Page 36 - Commission; and also to call for, have access to and examine all such books, documents, registers and records as may afford you the fullest information on the subject and to inquire of and concerning the premises by all other lawful ways and means whatsoever...
Page 76 - ... which gives to their union life, memory, affection, intelligence, and fidelity, is evanescent. Every atom in the human frame, as well as in that of animals, undergoes a periodical change by continual waste and renovation ; the abode is changed, not its inhabitant. If animals have no future, the existence of many is most wretched ; multitudes are starved, cruelly beaten, and loaded during life; many die under a barbarous vivisection. I cannot believe that any creature was created for uncompensated...
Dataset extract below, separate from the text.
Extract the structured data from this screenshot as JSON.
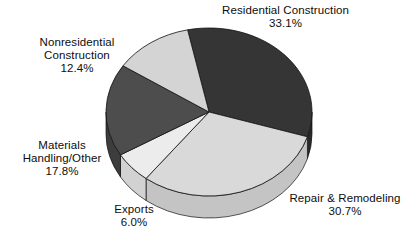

Page 77 - Yes, he is a very good man; only I'm sorry he has his hands so much imbrued in blood. — "What, he cuts up rats?" — Ay, and dogs too ! — [With what emphasis and concern he spoke it.] — "Indeed, he commits most of these barbarities, with the thought of being of use to man : but how do we know, that we have a right to kill creatures that we are so little above as dogs, for our curiosity, or even for some use to us?" — P. "I used to carry it too far; I thought they had reason as well as we.
Page 46 - The heart is hard in nature, and unfit For human fellowship, as being void Of sympathy, and therefore dead alike To love and friendship both, that is not pleased With sight of animals enjoying life, Nor feels their happiness augment his own.
Page 55 - M. to my wedded husband, to have and to hold from this day forward, for better for worse, for richer for poorer, in sickness and in health, to love, cherish, and to obey, till death us do part, according to God's holy ordinance ; and thereto I give thee my troth.